Hawkins was solid in his first start against Auburn, leading his team to a road victory while completing a clutch deep ball and putting his body on the line for a two-point conversion. But against Texas, he was 19-of-30 for 148 yards while failing to lead his offense into the end zone. The struggle, although only one game, not only stirred questions of another QB shakeup, but also influenced the fan question on Venable’s weekly coach’s show on Monday. 

The question: “Would it benefit to have a coach dedicated to the quarterback position, a quarterbacks coach who played that position?”

Venables answer: “Well, I mean, yeah, you want somebody that can be a great teacher – the fundamentals of it, the scheme part of it, the decision-making part, the development piece. On our staff, we've got Coach Littrell, that he's coached quarterbacks for a long time, and a lot of the best coaches, they coach several positions on both sides of the ball and that helps them be a better teacher at what they're doing. He's had high-level success coaching quarterbacks.”

Venables went on to also mention offensive analysts Jack Lowary and Kevin Johns.

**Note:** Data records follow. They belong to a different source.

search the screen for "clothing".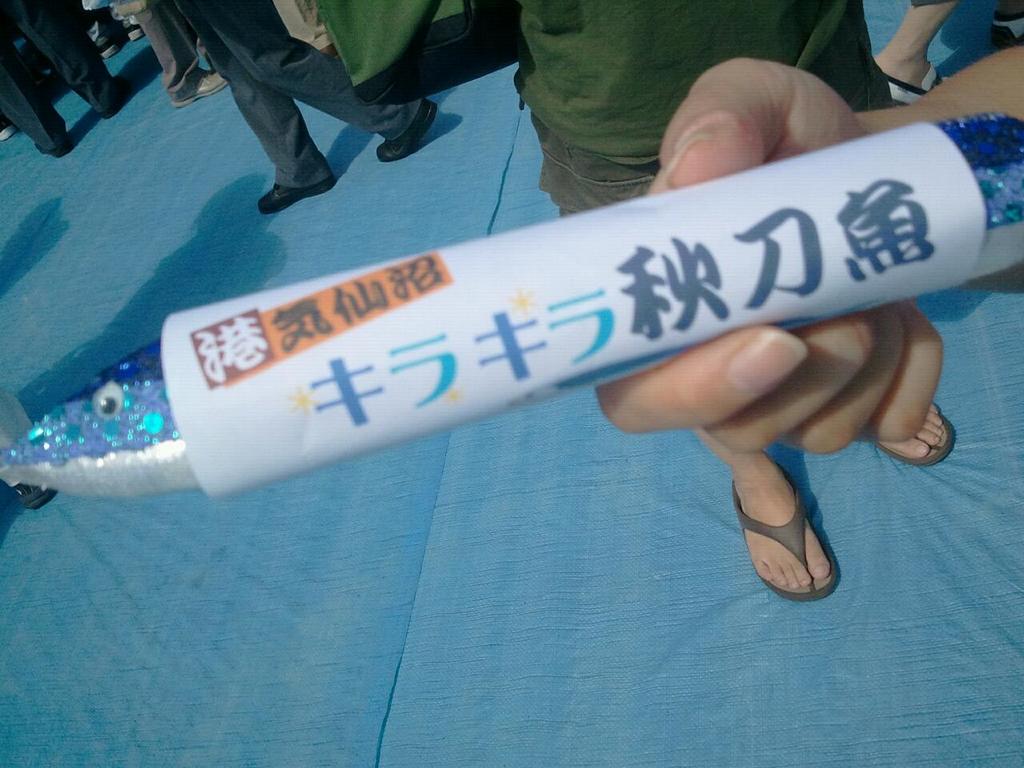
Found at left=118, top=0, right=208, bottom=98.
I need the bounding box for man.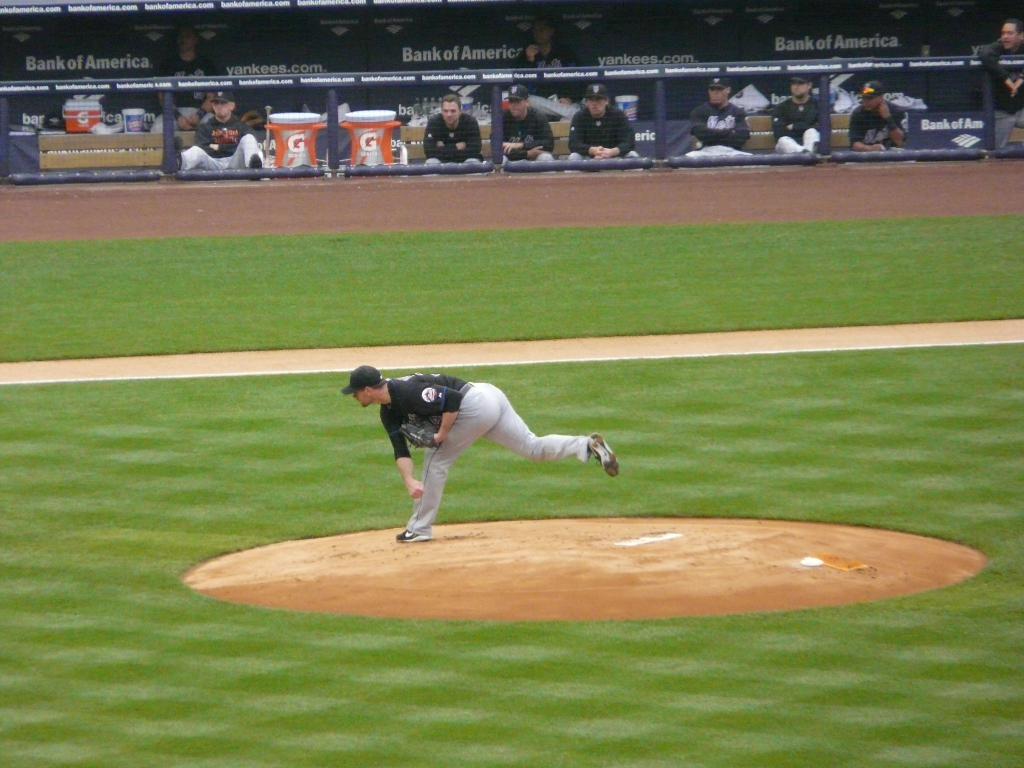
Here it is: BBox(171, 86, 264, 181).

Lowary is in his first season at OU after spending 2023 at Tennessee under Josh Heupel in the same position. He also played for Heupel at Missouri. 

Johns is also at OU for his first season. He’s an experienced coach with stops at Duke, Memphis, Western Michigan and Indiana as a quarterbacks coach. He was also offensive coordinator at all those places, including at Texas Tech in 2018, when current Oklahoma State quarterback Alan Bowman started as a freshman for the Red Raiders. 

“We got a small army of those kind of coaches,” Venables said. “And then, hey, if you have somebody that's also a coordinator that coaches those quarterbacks, that could be a great thing, too.”